The Time Has Come for a Value Added Tax

Photo by Scott Graham | Unsplash
Photo by Scott Graham | Unsplash

The United States currently has a 27 trillion-dollar deficit and growing. The COVID-19 epidemic alone will result in several trillion dollars of additional debt. The total debt is increasing at such an alarming rate, that on a debt to GDP basis, we are in banana republic territory. In fact, most banana republics look better financially than we do. According to the IMF, the United States debt to GDP ratio is 103%, worse than Brazil, Jamaica, Uruguay, Aruba, Argentina, and plus dozens of others.

 

So, how are we going to pay for this? Now is the time to institute a Value Added Tax (VAT).

 

A Value Added Tax (VAT) is a consumption tax placed on a product whenever value is added at each stage of the supply chain, from production to the point of sale. It is the world’s most common form of consumption tax, imposed by over 150 countries, including every developed country in the world. Well, all developed countries except one: The United States.

 

The impact of the rising debt has not yet been felt because interest rates are historically low, but that will not be the case forever. The debt will have to be repaid eventually, so the United States needs to do something about this before it becomes an unsolvable crisis.

 

Fortunately, President Biden has recognized the problem and his administration is proposing a dozen new tax initiatives to help balance the budget. Despite the Democratic majority in both chambers of Congress, some tax proposals will be harder to enact than others. None of these new tax initiatives include a Value Added Tax.

 

A common misconception about a VAT is that it is not an add-on, like a State sales tax. It causes prices to go up, but you don’t see the tax at the cash register. Since the tax causes prices to rise, liberals are correct that it is regressive because it hurts low-income earners who spend most of their income on necessities. The conservatives are also correct in saying that the VAT tax is a money machine because every time it is raised, it produces a huge amount of revenue.

 

Nevertheless, we need the VAT now and I hope the Biden administration will make it a priority to study it. According to the Congressional Budget Office (CBO), a VAT of 5% would raise roughly $300 billion a year, an amount we will need to start closing the budget gap. The regressive nature of the tax can be easily solved through tax credits and deductions to low-income families.  As with other countries, the tax would be waived for exports, so as not to hurt American competitiveness. Republicans and Democrats should be able to agree on a VAT more readily than on tax increases for high earning individuals. It would be even harder to get a corporate tax increase through Congress since ours is already among the highest in the world.

 

The Biden tax plan includes more than a dozen items. Although highly unlikely all would pass Congress, tax revenues would rise by $300-$400 billion a year. The three most controversial taxes – raising the taxes on high incomes, raising taxes on capital gains, and raising the corporate tax – would raise approximately $200 billion a year.

 

It’s anyone’s guess as to what a final tax package will look like after haggling in committee, but in the end, would the final package raise as much revenue as a 5% VAT, i.e., $300 billion? I doubt it.

 

The VAT has a number of advocates and proposals. Former presidential candidate Andrew Yang proposed a VAT combined with a Universal Income proposal. Both may be good ideas, but trying to get them passed as a package is demanding way too much from our partisan legislators. On the other hand, a well-designed VAT proposal in a Democratically controlled Congress may well have a good chance of passage.

 

President Biden, more than any other president in modern times, knows from his decades in the Senate how to negotiate and compromise. The fact that he has always been very popular among his colleagues in both chambers is the icing on the cake.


* **Exercise brief**:
What this exercise needs is every entry restated as written, with no pictures.

◇ ◇ ◇ ◇

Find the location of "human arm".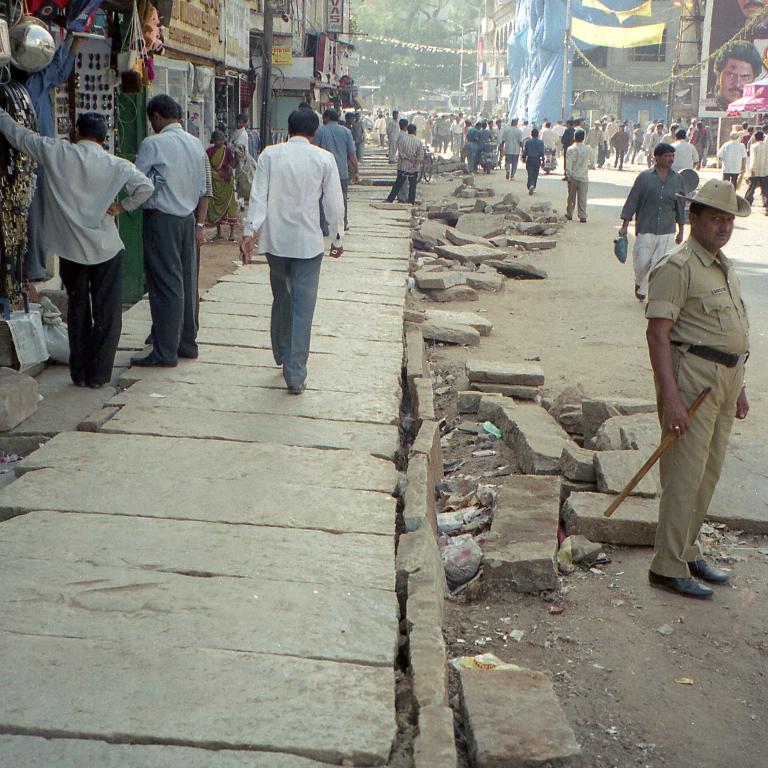
Location: detection(643, 257, 686, 438).
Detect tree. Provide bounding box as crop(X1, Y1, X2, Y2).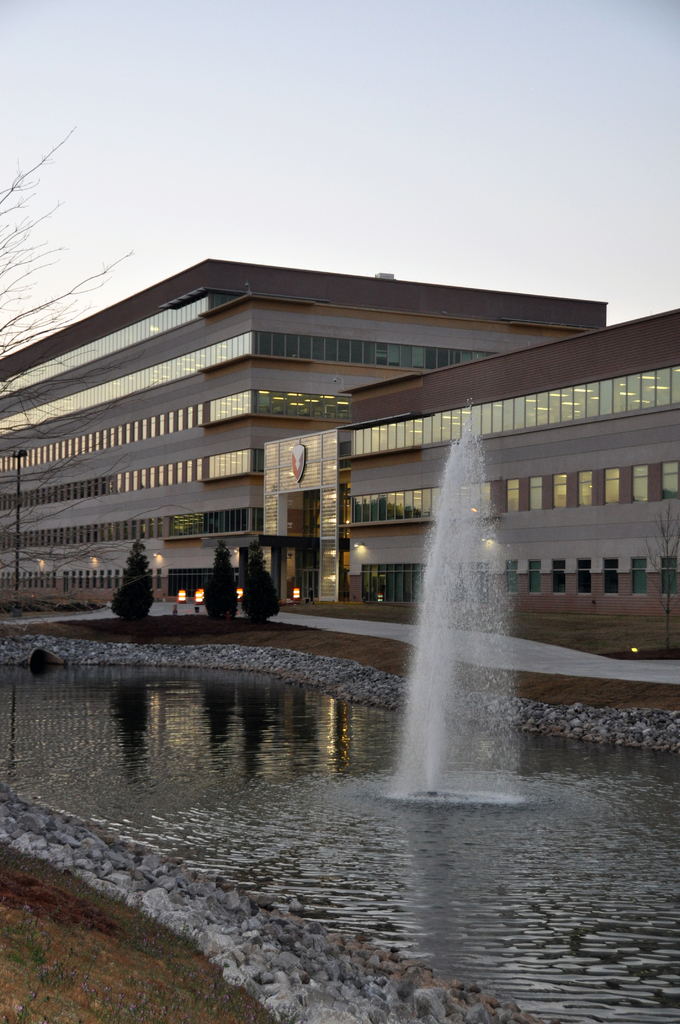
crop(97, 536, 159, 623).
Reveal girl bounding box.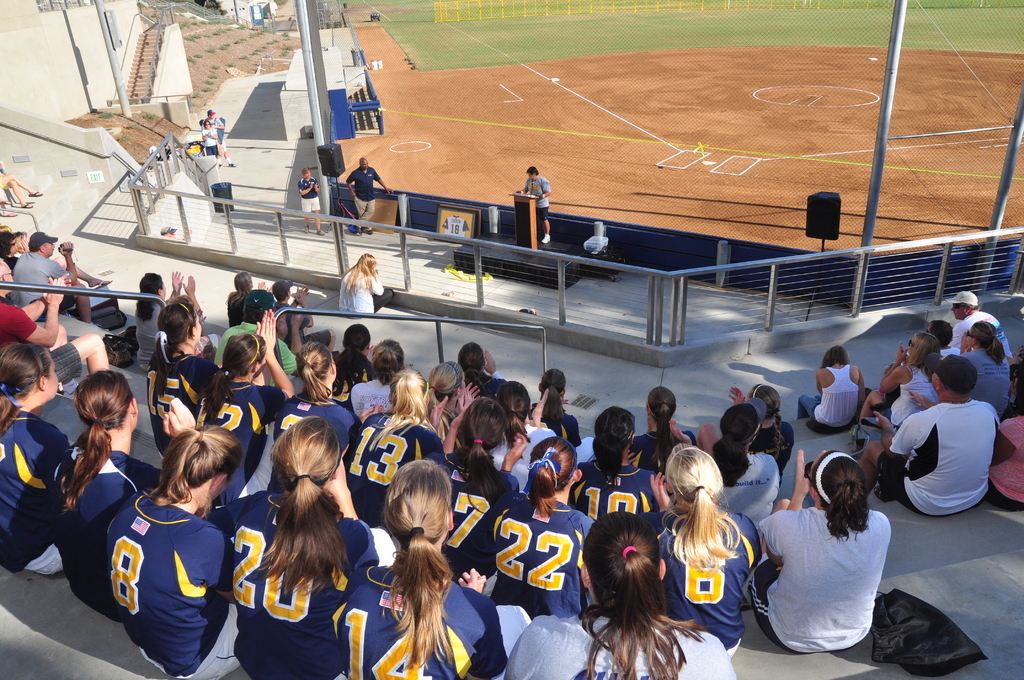
Revealed: {"x1": 83, "y1": 413, "x2": 223, "y2": 676}.
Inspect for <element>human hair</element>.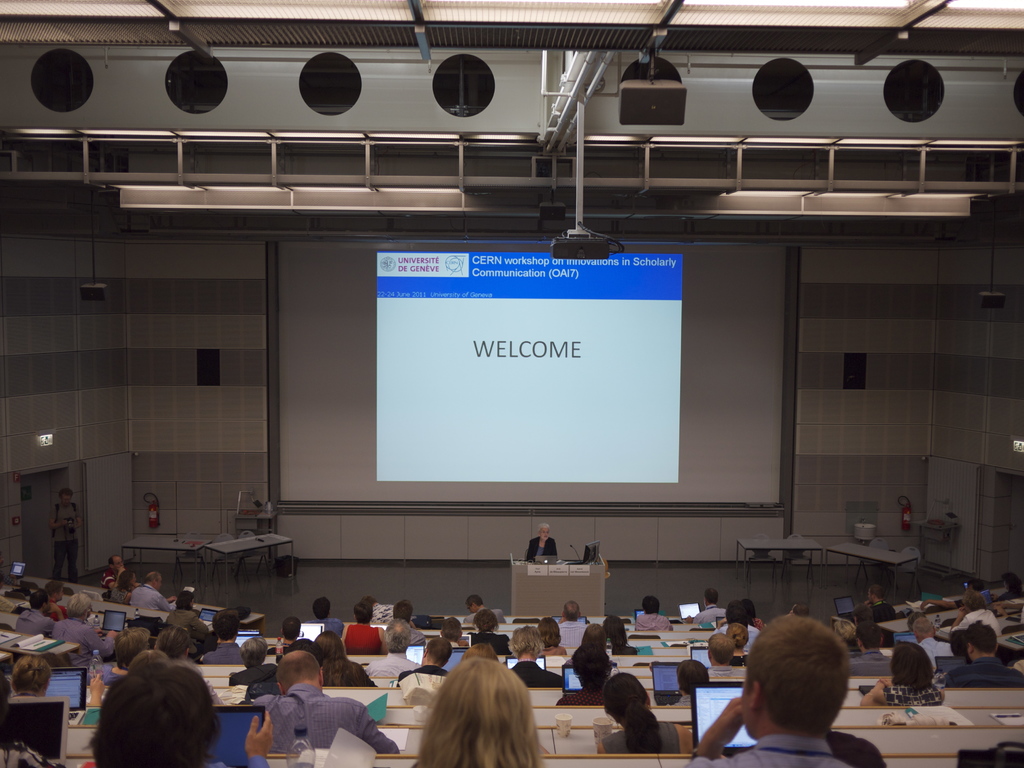
Inspection: 742, 612, 852, 743.
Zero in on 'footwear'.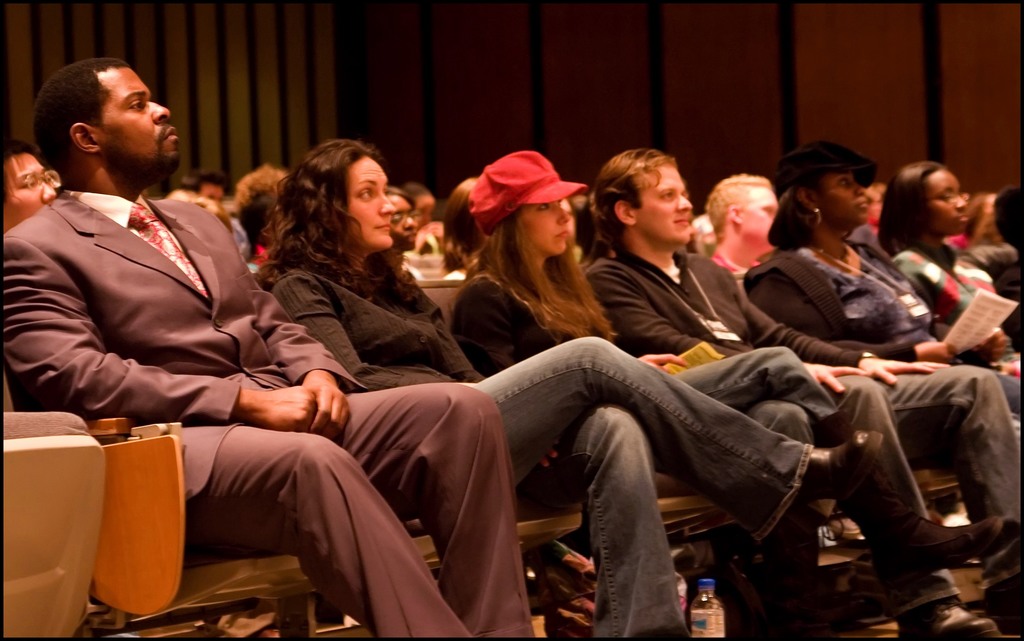
Zeroed in: rect(874, 511, 995, 572).
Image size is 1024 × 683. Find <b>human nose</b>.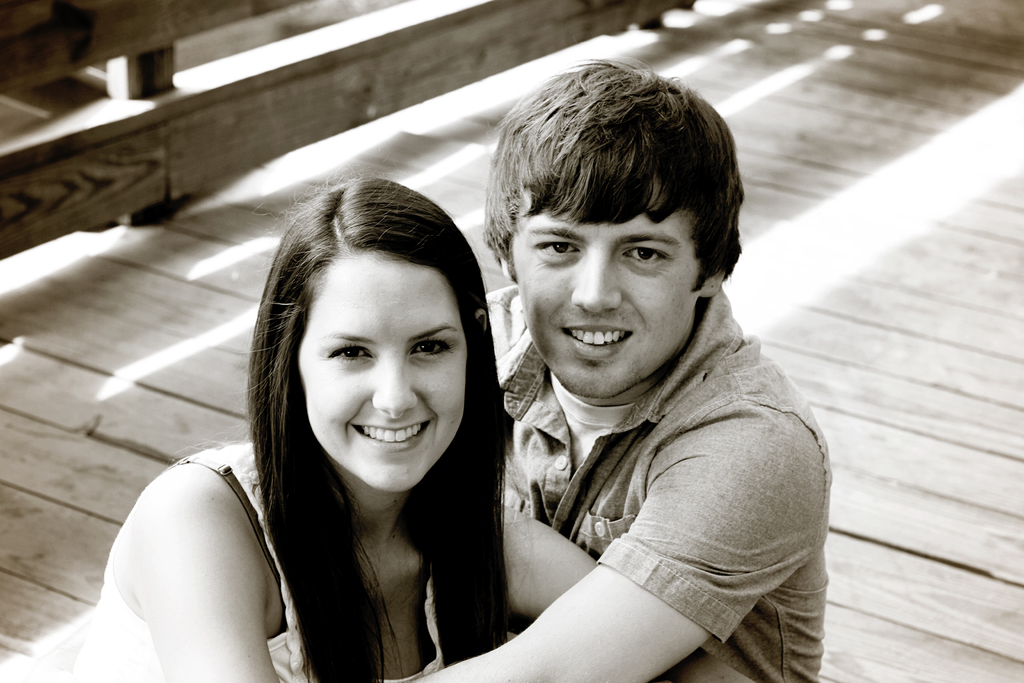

◇ ◇ ◇ ◇

* **Response**:
Find the location of "human arm".
Location: detection(643, 257, 686, 438).
Detect tree. Provide bounding box as crop(X1, Y1, X2, Y2).
crop(97, 536, 159, 623).
Reveal girl bounding box.
Revealed: {"x1": 83, "y1": 413, "x2": 223, "y2": 676}.
Inspect for <element>human hair</element>.
Inspection: 742, 612, 852, 743.
Zero in on 'footwear'.
Zeroed in: rect(874, 511, 995, 572).
Image size is 1024 × 683. Find <b>human nose</b>.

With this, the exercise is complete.